<aside> ℹ️ In project management, it's more effective to assign projects rather than tasks to teams, allowing them to maintain a holistic view of the project and encouraging autonomy. This approach results in better project outcomes as the team can adapt to unforeseen changes and challenges. The team is responsible for defining their tasks and approach, and for deploying their work by the end of the cycle. The initial phase of a project often involves orientation and exploration, which should be respected by managers. The tasks that emerge during the actual work often differ from those initially imagined.

Shape Up - Chapter 10: Hand Over Responsability

https://basecamp.com/assets/books/shapeup/3.1/intro_cartoon-3a9ab2d1da6bb6653381f5ca7f32b221652035f40cf7b5fa748fffe2edf119f5.jpg

We’ve made our bets and now it’s time to start the next cycle. How does the team get started?

Assign projects, not tasks

We don’t start by assigning tasks to anyone. Nobody plays the role of the “taskmaster” or the “architect” who splits the project up into pieces for other people to execute.

Splitting the project into tasks up front is like putting the pitch through a paper shredder. Everybody just gets disconnected pieces. We want the project to stay “whole” through the entire process so we never lose sight of the bigger picture.

Instead, we trust the team to take on the entire project and work within the boundaries of the pitch. The team is going to define their own tasks and their own approach to the work. They will have full autonomy and use their judgement to execute the pitch as best as they can.

Teams love being given more freedom to implement an idea the way they think is best. Talented people don’t like being treated like “code monkeys” or ticket takers.

Projects also turn out better when the team is given responsibility to look after the whole. Nobody can predict at the beginning of a project what exactly will need to be done for all the pieces to come together properly. What works on paper almost never works exactly as designed in practice. The designers and programmers doing the real work are in the best position to make changes and adjustments or spot missing pieces.

When teams are assigned individual tasks, each person can execute their little piece without feeling responsible for judging how all the pieces fit together. Planning up front makes you blind to the reality along the way.

Remember: we aren’t giving the teams absolute freedom to invent a solution from scratch. We’ve done the shaping. We’ve set the boundaries. Now we are going to trust the team to fill in the outline from the pitch with real design decisions and implementation.

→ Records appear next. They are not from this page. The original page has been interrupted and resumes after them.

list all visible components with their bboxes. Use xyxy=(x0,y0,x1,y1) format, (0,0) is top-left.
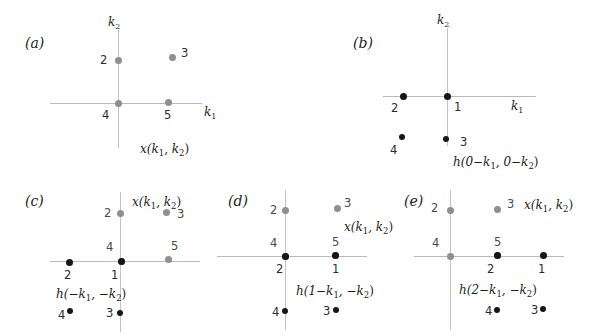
panel-e-h-point-4-label: 4 xyxy=(485,306,492,318)
panel-b-point-4 xyxy=(399,134,405,140)
panel-b-k2-axis xyxy=(447,28,448,146)
panel-b-point-3-label: 3 xyxy=(460,137,467,149)
panel-e-h-point-3 xyxy=(540,306,546,312)
panel-e-h-point-2-label: 2 xyxy=(487,264,494,276)
panel-b-caption-p5: ) xyxy=(534,155,539,169)
panel-c-caption-x: x(k1, k2) xyxy=(132,196,181,211)
panel-b-k1-axis-label: k1 xyxy=(511,100,523,115)
panel-a-point-3-label: 3 xyxy=(181,48,188,60)
panel-d-h-point-4 xyxy=(282,308,288,314)
panel-a-k2-axis-label: k2 xyxy=(108,16,120,31)
panel-e-x-point-3-label: 3 xyxy=(507,199,514,211)
panel-c-caption-h-p1: h( xyxy=(56,287,68,301)
panel-a-point-5-label: 5 xyxy=(164,110,171,122)
panel-c-h-point-1 xyxy=(118,258,125,265)
panel-c-tag: (c) xyxy=(25,194,44,208)
panel-a-caption-p2: , k xyxy=(164,142,179,156)
panel-c-caption-h-p3: , xyxy=(91,287,99,301)
panel-b-k1-axis-label-sub: 1 xyxy=(518,106,523,115)
panel-c-h-point-2-label: 2 xyxy=(64,270,71,282)
panel-e-caption-x-p2: , k xyxy=(548,198,563,212)
panel-c-x-point-3 xyxy=(163,209,170,216)
panel-d-caption-x-p2: , k xyxy=(368,220,383,234)
panel-b-point-1-label: 1 xyxy=(454,102,461,114)
panel-d-h-point-2-label: 2 xyxy=(276,264,283,276)
panel-b-point-2-label: 2 xyxy=(391,103,398,115)
panel-a-tag: (a) xyxy=(25,36,44,50)
panel-a-caption-p1: x(k xyxy=(140,142,159,156)
panel-a-k1-axis-label-sub: 1 xyxy=(211,112,216,121)
panel-c-x-point-2-label: 2 xyxy=(104,208,111,220)
panel-c-x-point-2 xyxy=(117,210,124,217)
panel-e-x-point-2-label: 2 xyxy=(431,203,438,215)
panel-d-k1-axis xyxy=(217,256,367,257)
panel-a-caption-p3: ) xyxy=(184,142,189,156)
panel-c-caption-h-p2: −k xyxy=(68,287,85,301)
panel-d-h-point-3-label: 3 xyxy=(323,306,330,318)
panel-e-x-point-4 xyxy=(447,253,454,260)
panel-a-point-2 xyxy=(115,57,122,64)
panel-a-point-3 xyxy=(169,54,176,61)
panel-e-x-point-2 xyxy=(447,207,454,214)
panel-b-point-3 xyxy=(443,136,449,142)
panel-e-caption-x-p3: ) xyxy=(568,198,573,212)
panel-e-caption-h-p2: −k xyxy=(479,283,496,297)
panel-d-caption-x-p1: x(k xyxy=(344,220,363,234)
panel-a-k1-axis-label: k1 xyxy=(204,106,216,121)
panel-c-x-point-5-label: 5 xyxy=(171,241,178,253)
panel-e-caption-h: h(2−k1, −k2) xyxy=(459,284,537,299)
panel-d-x-point-2-label: 2 xyxy=(270,205,277,217)
panel-e-h-point-1 xyxy=(540,252,547,259)
panel-d-x-point-3-label: 3 xyxy=(344,198,351,210)
panel-e-h-point-2 xyxy=(494,252,501,259)
panel-d-caption-x-p3: ) xyxy=(388,220,393,234)
panel-a-caption: x(k1, k2) xyxy=(140,143,189,158)
panel-b-caption-p4: −k xyxy=(511,155,528,169)
panel-a-k2-axis xyxy=(118,30,119,148)
panel-e-h-point-3-label: 3 xyxy=(531,305,538,317)
panel-d-x-point-4-label: 4 xyxy=(270,238,277,250)
panel-d-x-point-5-label: 5 xyxy=(332,237,339,249)
panel-a-k1-axis xyxy=(50,103,202,104)
panel-b-k2-axis-label-sub: 2 xyxy=(444,20,449,29)
panel-c-h-point-3-label: 3 xyxy=(106,308,113,320)
panel-c-x-point-3-label: 3 xyxy=(177,209,184,221)
panel-b-caption-p3: , 0 xyxy=(496,155,511,169)
panel-d-tag: (d) xyxy=(228,194,248,208)
panel-e-caption-h-p5: ) xyxy=(532,283,537,297)
panel-c-h-point-2 xyxy=(66,259,73,266)
panel-c-caption-h-p5: ) xyxy=(122,287,127,301)
panel-c-k1-axis xyxy=(50,261,200,262)
panel-c-caption-x-p2: , k xyxy=(156,195,171,209)
panel-b-point-1 xyxy=(444,93,451,100)
panel-d-caption-h-p5: ) xyxy=(369,284,374,298)
panel-b-caption-p2: −k xyxy=(473,155,490,169)
panel-c-h-point-4 xyxy=(67,308,73,314)
panel-e-x-point-5-label: 5 xyxy=(494,237,501,249)
panel-d-h-point-3 xyxy=(333,307,339,313)
panel-c-h-point-3 xyxy=(117,310,123,316)
panel-a-point-4 xyxy=(115,100,122,107)
panel-b-point-4-label: 4 xyxy=(390,145,397,157)
panel-c-caption-x-p1: x(k xyxy=(132,195,151,209)
panel-e-caption-h-p4: −k xyxy=(509,283,526,297)
panel-d-x-point-3 xyxy=(334,205,341,212)
panel-c-x-point-5 xyxy=(165,256,172,263)
panel-d-caption-h: h(1−k1, −k2) xyxy=(296,285,374,300)
panel-a-point-2-label: 2 xyxy=(100,55,107,67)
panel-e-caption-x-p1: x(k xyxy=(524,198,543,212)
panel-a-point-5 xyxy=(165,99,172,106)
panel-b-caption-p1: h(0 xyxy=(453,155,473,169)
panel-b-k2-axis-label: k2 xyxy=(437,14,449,29)
panel-e-h-point-4 xyxy=(494,307,500,313)
panel-b-tag: (b) xyxy=(353,36,373,50)
panel-e-h-point-1-label: 1 xyxy=(538,264,545,276)
figure-canvas: (a) k2 k1 2 3 4 5 x(k1, k2) (b) k2 k1 xyxy=(0,0,591,336)
panel-e-caption-x: x(k1, k2) xyxy=(524,199,573,214)
panel-a-point-4-label: 4 xyxy=(102,110,109,122)
panel-d-caption-h-p4: −k xyxy=(346,284,363,298)
panel-c-x-point-4-label: 4 xyxy=(106,242,113,254)
panel-e-caption-h-p1: h(2 xyxy=(459,283,479,297)
panel-b-caption: h(0−k1, 0−k2) xyxy=(453,156,539,171)
panel-d-caption-h-p2: −k xyxy=(316,284,333,298)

This is where our efforts to define the project at the right level of abstraction—without too much detail—will pay off. With their talent and knowledge of the particulars, the team is going to arrive at a better finished product than we could have by trying to determine the final form in advance.

Done means deployed

At the end of the cycle, the team will deploy their work. In the case of a Small Batch team with a few small projects for the cycle, they’ll deploy each one as they see fit as long as it happens before the end of the cycle.

This constraint keeps us true to our bets and respects the circuit breaker. The project needs to be done within the time we budgeted; otherwise, our appetite and budget don’t mean anything.

That also means any testing and QA needs to happen within the cycle. The team will accommodate that by scoping off the most essential aspects of the project, finishing them early, and coordinating with QA. (More on that later.)

For most projects we aren’t strict about the timing of help documentation, marketing updates, or announcements to customers and don’t expect those to happen within the cycle. Those are thin-tailed from a risk perspective (they never take 5x as long as we think they will) and are mostly handled by other teams. We’ll often take care of those updates and publish an announcement about the new feature during cool-down after the cycle.

Kick-off

We start the project by creating a new Basecamp project and adding the team to it. Then the first thing we’ll do is post the shaped concept to the Message Board. We’ll either post the original pitch or a distilled version of it.